If we examine closely [the] divine principle of life and power given by Christ, insofar as it constitutes the very source of every gift and created grace, we easily perceive that it is nothing else than the Holy spirit, the Paraclete, who proceeds from the Father and the Son, and who is called in a special way, the "Spirit of Christ" or the "Spirit of the Son." For it was by this Breath of grace and truth that the Son of God anointed His soul in the immaculate womb of the Blessed Virgin...
...the only-begotten Son of God embraced us in His infinite knowledge and undying love even before the world began. And that He might give a visible and exceedingly beautiful expression to this love, He assumed our nature in hypostatic union: hence - as Maximus of Turin with a certain unaffected simplicity remarks - "in Christ our own flesh loves us."
But the knowledge and love of our Divine Redeemer, of which we were the object from the first moment of His Incarnation, exceed all that the human intellect can hope to grasp. For hardly was He conceived in the womb of the Mother of God, when He began to enjoy the Beatific Vision, and in that vision all the members of His Mystical Body were continually and unceasingly present to Him, and He embraced them with His redeeming love. O marvelous condescension of divine love for us! O inestimable dispensation of boundless charity! In the crib, on the Cross, in the unending glory of the Father, Christ has all the members of the Church present before Him and united to Him in a much clearer and more loving manner than that of a mother who clasps her child to her breast, or than that with which a man knows and loves himself.
...may the Virgin Mother of God hear [our] prayers ... and obtain for all a true love of the Church - she whose sinless soul was filled with the divine spirit of Jesus Christ above all other created souls, who "in the name of the whole human race" gave her consent "for a spiritual marriage between the Son of God and human nature."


_INSTRUCTIONS TO FOLLOW_
Identify every line in the records below that contains the word "retinaculum", and reproduce each one.

Source data:

++++

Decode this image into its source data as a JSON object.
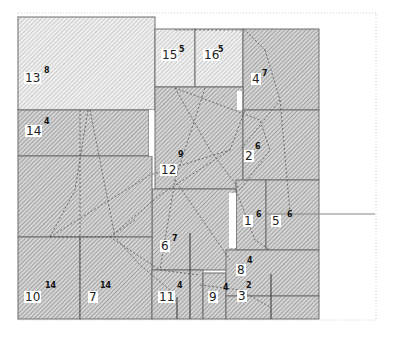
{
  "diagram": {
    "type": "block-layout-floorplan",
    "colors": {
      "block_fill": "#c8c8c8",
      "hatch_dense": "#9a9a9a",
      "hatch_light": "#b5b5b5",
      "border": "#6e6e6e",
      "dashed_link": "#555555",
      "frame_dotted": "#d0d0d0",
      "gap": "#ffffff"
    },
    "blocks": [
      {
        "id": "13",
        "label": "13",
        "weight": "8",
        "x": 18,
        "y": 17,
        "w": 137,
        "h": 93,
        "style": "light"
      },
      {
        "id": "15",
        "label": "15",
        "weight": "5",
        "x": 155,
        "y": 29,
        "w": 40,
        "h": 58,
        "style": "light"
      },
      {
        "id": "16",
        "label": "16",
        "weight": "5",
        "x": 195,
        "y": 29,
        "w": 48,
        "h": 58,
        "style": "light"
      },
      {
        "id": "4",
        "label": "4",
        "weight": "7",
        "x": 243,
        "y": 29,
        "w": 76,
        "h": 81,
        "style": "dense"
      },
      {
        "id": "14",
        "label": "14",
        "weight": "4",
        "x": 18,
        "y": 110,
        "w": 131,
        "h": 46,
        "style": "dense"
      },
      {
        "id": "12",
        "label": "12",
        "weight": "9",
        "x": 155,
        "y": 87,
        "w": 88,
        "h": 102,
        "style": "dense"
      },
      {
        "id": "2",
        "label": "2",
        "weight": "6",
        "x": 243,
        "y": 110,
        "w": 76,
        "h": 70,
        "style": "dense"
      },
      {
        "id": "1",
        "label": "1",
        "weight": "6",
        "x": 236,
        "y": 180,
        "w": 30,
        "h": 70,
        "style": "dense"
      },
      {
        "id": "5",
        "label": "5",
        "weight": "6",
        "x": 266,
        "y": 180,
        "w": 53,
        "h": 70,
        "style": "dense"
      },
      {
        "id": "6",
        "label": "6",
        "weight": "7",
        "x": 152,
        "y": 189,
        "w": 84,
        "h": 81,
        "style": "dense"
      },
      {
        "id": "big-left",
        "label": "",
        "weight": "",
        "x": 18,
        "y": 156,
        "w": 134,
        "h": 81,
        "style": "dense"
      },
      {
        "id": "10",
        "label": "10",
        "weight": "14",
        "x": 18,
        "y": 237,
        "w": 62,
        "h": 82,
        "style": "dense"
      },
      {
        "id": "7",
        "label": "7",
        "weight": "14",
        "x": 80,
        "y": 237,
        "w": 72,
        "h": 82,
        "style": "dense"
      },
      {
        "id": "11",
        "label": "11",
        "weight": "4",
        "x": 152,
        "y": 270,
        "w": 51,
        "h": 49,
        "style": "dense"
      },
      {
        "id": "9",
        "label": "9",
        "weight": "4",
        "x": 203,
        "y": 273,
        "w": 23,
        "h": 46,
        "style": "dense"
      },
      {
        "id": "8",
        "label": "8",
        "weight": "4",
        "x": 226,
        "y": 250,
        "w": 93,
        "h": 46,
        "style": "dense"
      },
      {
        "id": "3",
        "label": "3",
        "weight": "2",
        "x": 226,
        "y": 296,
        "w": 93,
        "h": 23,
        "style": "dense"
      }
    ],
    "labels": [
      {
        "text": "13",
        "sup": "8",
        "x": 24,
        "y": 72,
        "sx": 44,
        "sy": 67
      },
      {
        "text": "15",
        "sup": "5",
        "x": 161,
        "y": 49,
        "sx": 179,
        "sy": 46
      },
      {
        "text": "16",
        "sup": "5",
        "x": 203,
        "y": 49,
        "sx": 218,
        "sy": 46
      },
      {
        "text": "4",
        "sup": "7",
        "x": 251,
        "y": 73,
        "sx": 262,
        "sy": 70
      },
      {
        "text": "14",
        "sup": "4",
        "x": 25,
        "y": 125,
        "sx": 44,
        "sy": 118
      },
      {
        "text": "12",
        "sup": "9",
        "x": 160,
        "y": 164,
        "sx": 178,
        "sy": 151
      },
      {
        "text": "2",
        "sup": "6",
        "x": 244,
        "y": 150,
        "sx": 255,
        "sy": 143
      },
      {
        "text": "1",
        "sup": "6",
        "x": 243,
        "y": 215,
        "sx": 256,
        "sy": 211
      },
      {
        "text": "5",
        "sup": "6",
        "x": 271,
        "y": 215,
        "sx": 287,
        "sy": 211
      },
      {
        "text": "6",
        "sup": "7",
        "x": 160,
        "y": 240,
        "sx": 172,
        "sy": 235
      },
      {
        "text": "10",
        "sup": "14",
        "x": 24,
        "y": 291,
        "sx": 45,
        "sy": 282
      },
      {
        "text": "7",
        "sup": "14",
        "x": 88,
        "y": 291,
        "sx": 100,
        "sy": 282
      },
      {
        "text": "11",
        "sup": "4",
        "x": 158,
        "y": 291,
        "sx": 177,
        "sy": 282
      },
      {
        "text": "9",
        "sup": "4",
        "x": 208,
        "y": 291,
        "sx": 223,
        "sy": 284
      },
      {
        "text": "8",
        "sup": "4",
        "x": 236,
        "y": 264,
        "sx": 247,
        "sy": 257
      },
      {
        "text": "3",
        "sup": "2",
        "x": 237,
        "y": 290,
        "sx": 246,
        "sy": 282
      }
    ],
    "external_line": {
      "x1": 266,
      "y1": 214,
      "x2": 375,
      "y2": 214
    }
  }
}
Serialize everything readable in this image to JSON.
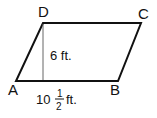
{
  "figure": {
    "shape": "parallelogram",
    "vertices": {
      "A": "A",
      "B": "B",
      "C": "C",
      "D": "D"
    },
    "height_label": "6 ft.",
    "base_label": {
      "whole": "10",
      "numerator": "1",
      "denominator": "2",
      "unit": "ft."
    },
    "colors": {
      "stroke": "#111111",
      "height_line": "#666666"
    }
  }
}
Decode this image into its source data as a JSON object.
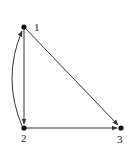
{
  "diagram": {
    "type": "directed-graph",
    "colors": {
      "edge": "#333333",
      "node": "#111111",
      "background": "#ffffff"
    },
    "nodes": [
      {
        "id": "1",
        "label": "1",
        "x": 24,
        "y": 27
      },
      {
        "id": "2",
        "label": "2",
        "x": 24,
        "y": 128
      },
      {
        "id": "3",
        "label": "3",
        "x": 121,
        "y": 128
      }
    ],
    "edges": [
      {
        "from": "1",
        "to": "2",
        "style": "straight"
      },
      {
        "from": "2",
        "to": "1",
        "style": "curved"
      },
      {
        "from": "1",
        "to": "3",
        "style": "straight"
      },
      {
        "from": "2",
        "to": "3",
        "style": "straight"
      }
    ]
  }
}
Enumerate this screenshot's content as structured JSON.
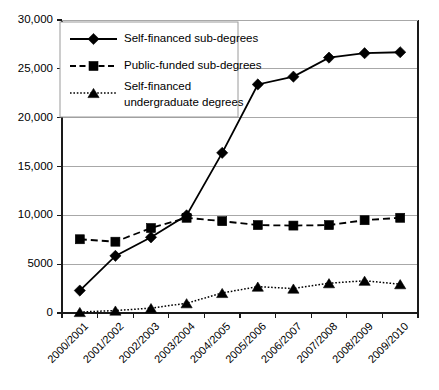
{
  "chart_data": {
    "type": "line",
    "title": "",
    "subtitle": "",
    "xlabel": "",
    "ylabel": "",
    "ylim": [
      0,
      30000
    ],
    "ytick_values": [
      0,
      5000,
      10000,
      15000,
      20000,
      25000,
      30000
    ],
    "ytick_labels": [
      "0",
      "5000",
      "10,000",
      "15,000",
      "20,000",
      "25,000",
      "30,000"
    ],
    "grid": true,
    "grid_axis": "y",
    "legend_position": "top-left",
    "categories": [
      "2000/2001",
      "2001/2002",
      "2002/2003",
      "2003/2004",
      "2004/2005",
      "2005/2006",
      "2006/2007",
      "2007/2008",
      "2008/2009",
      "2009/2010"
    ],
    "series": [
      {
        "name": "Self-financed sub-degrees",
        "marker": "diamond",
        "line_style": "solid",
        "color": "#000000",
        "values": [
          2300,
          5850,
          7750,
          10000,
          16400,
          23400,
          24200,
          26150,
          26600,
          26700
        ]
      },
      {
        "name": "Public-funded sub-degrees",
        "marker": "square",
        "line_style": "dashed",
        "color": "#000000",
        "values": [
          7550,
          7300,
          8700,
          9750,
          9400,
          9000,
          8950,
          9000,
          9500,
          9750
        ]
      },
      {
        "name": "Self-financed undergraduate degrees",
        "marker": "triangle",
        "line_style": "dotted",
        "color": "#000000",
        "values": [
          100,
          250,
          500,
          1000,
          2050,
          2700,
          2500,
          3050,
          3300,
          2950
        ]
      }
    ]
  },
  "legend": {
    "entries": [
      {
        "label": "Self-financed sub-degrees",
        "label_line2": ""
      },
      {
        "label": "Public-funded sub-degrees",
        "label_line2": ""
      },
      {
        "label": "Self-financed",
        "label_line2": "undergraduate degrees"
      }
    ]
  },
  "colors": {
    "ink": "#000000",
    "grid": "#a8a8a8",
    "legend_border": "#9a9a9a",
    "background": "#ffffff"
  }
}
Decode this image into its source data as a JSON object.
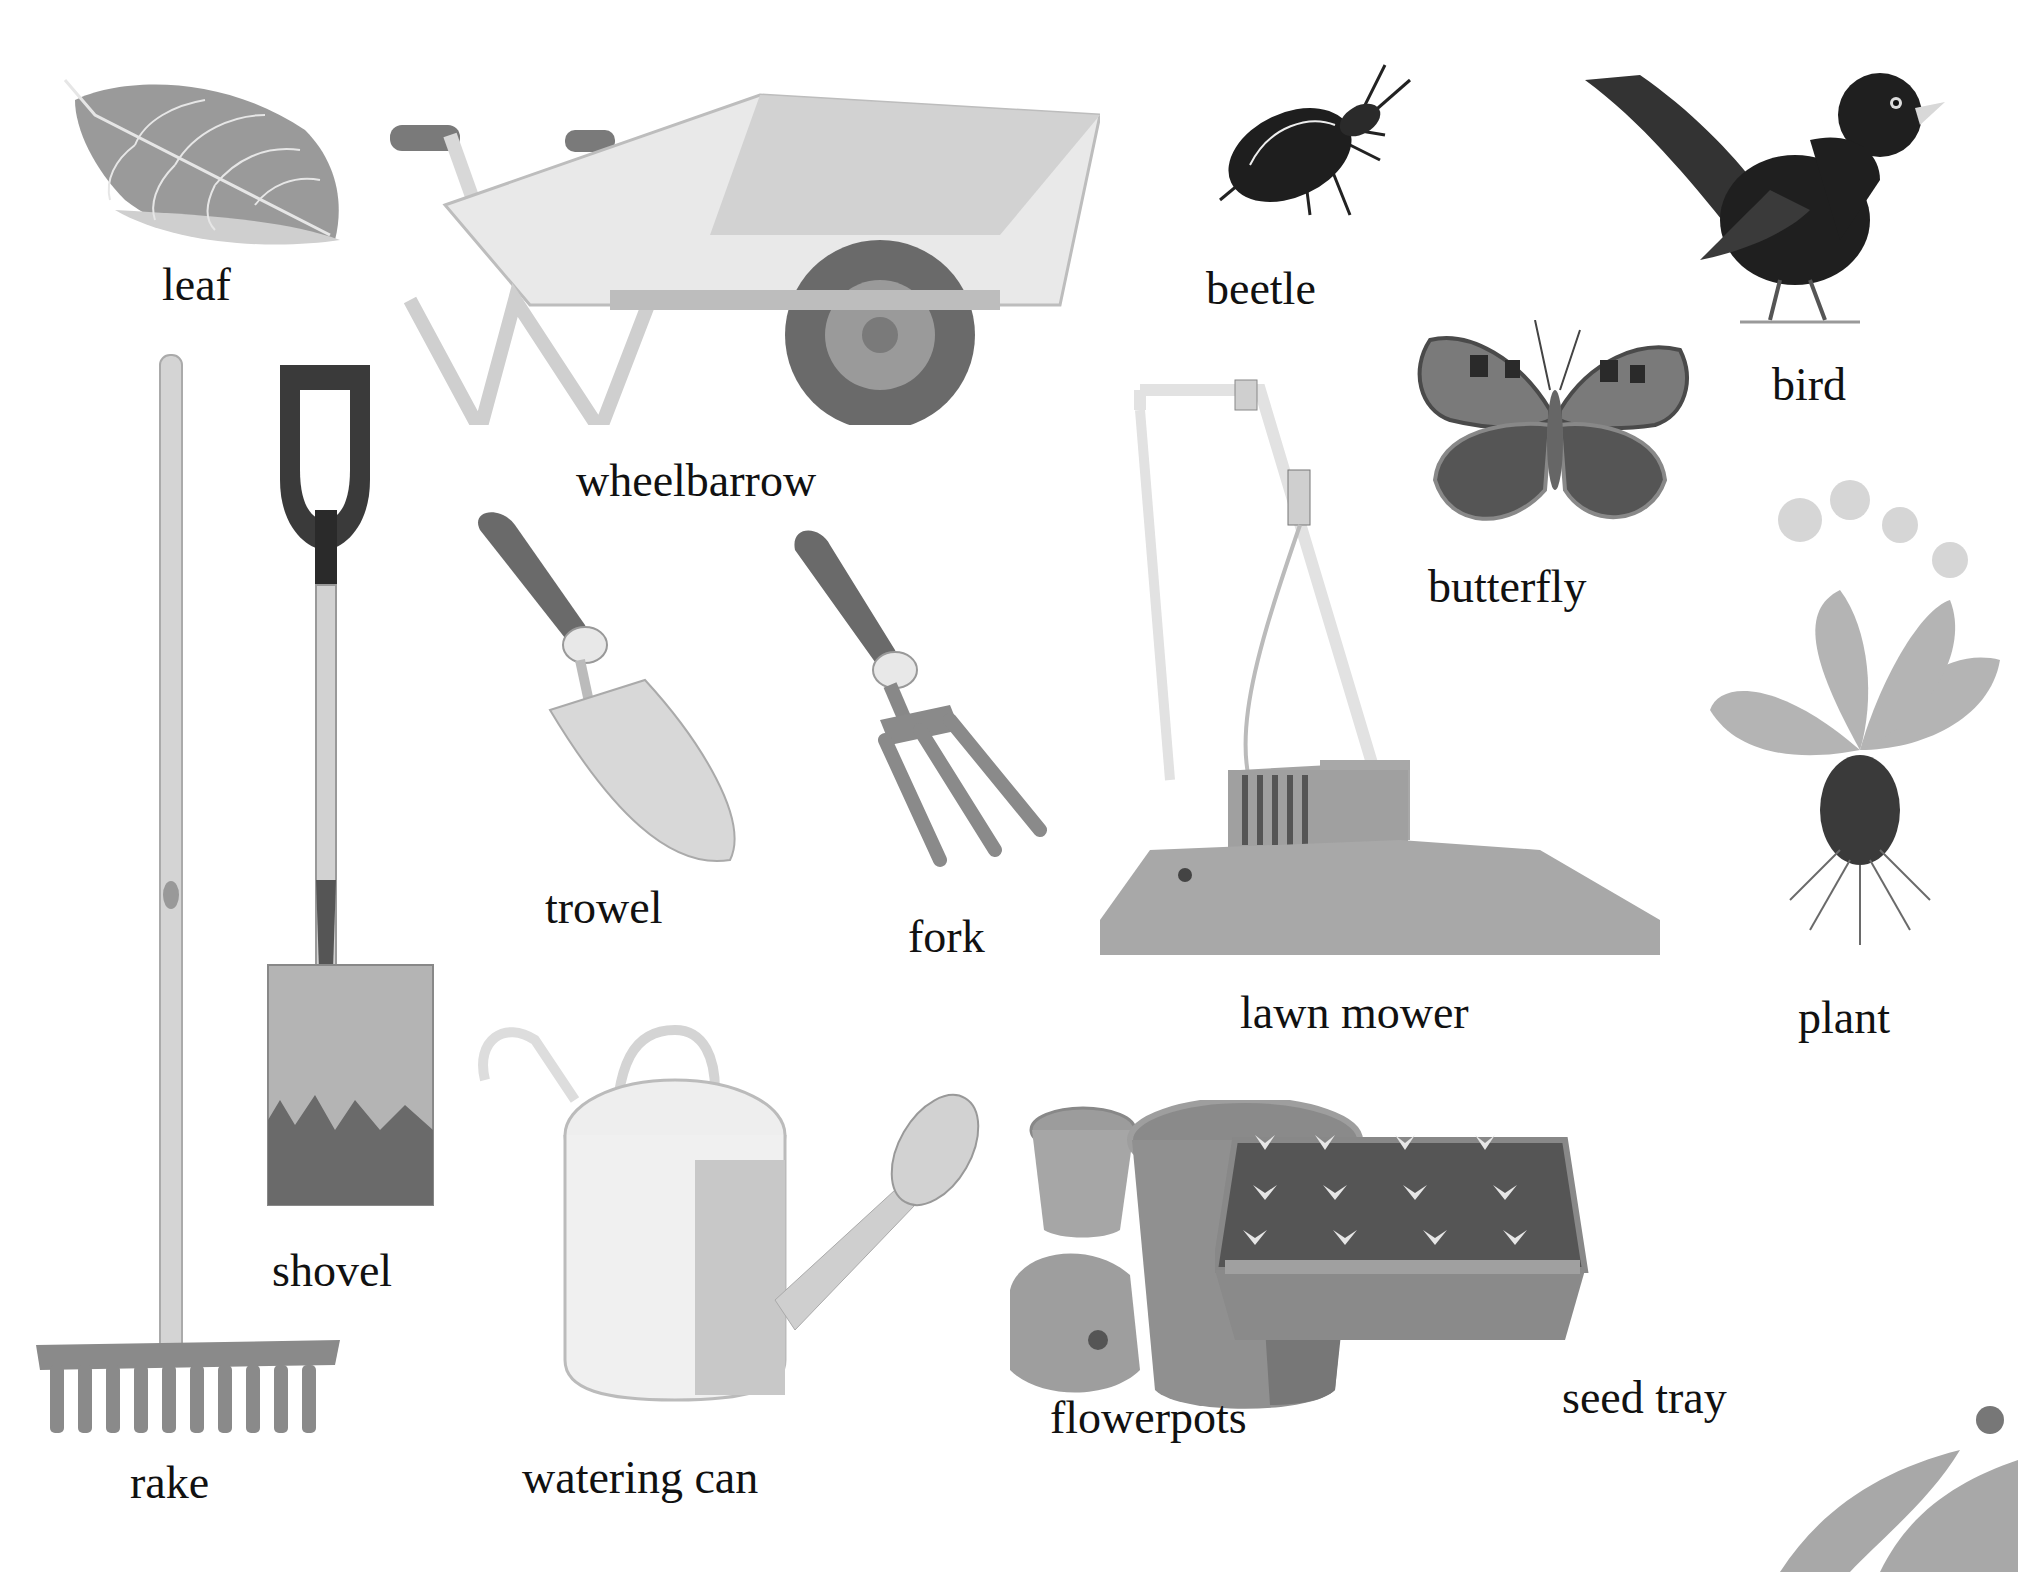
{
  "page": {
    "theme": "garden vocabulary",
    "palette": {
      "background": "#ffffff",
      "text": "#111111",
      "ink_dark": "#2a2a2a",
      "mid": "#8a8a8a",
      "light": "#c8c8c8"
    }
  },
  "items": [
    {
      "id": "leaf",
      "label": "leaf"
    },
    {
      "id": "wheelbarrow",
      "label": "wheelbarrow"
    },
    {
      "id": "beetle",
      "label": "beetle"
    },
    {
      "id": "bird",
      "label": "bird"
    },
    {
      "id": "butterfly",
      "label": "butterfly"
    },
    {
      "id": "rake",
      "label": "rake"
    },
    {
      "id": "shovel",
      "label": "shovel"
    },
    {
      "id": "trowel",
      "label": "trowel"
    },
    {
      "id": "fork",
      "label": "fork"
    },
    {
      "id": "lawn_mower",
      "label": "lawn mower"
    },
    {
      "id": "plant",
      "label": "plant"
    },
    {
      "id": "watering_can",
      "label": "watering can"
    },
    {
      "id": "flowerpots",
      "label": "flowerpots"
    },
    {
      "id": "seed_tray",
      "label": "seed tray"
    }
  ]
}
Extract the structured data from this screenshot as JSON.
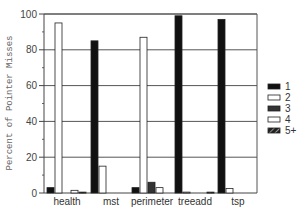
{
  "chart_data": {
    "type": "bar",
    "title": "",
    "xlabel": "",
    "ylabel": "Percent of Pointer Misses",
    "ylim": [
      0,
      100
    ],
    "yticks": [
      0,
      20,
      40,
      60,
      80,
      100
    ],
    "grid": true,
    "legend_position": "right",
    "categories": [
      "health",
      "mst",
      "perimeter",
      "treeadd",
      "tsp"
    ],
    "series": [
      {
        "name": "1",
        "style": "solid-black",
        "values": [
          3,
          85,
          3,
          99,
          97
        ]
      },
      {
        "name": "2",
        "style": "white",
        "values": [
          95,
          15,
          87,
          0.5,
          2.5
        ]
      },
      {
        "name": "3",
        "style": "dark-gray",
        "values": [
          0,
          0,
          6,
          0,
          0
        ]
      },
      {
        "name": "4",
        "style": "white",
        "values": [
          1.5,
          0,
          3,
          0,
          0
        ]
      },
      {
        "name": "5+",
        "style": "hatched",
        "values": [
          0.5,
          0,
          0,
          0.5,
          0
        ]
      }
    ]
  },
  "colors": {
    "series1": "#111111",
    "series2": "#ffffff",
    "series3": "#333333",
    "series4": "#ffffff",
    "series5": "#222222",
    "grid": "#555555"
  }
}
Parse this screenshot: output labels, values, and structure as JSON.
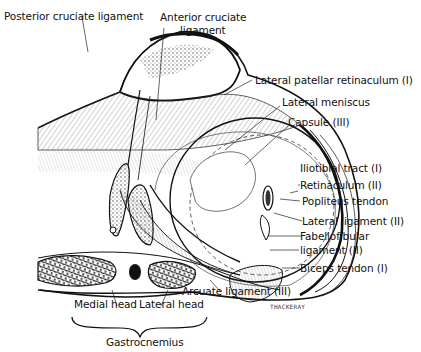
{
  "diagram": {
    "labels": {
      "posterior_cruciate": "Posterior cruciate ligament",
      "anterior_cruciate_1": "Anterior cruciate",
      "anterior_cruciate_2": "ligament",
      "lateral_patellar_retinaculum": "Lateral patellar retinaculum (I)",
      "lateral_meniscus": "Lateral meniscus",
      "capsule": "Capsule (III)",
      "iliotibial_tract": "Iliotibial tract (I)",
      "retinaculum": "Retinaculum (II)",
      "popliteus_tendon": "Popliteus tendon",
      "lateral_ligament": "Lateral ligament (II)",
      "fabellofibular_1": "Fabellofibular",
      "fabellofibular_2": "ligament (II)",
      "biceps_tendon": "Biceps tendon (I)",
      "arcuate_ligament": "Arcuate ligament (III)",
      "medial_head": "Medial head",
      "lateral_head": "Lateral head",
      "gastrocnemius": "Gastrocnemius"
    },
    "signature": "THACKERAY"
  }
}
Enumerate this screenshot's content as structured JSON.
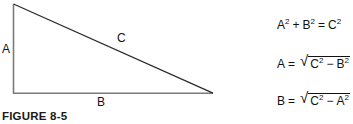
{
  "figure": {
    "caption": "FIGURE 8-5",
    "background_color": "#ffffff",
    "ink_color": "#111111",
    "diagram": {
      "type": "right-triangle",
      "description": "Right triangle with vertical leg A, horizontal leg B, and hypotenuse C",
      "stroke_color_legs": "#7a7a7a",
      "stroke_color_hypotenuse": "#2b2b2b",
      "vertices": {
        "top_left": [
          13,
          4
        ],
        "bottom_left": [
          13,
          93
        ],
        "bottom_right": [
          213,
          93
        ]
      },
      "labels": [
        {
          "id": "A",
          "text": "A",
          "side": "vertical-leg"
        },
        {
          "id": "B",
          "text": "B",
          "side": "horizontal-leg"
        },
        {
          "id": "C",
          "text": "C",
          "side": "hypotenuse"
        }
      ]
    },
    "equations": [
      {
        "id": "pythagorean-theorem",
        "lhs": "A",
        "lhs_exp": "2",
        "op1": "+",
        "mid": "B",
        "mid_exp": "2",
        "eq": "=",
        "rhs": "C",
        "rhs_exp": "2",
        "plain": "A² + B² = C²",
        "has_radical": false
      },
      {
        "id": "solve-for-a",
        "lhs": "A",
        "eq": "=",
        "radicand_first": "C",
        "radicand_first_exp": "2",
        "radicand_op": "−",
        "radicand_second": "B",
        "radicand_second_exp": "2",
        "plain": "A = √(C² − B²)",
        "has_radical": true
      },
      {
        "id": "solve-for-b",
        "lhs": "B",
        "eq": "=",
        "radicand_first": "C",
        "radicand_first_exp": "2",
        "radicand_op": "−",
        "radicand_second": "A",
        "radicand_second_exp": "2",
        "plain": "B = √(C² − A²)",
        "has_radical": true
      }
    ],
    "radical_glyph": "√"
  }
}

++++

_EXPECTED ANSWER_
      "lateral_patellar_retinaculum": "Lateral patellar retinaculum (I)",
      "retinaculum": "Retinaculum (II)",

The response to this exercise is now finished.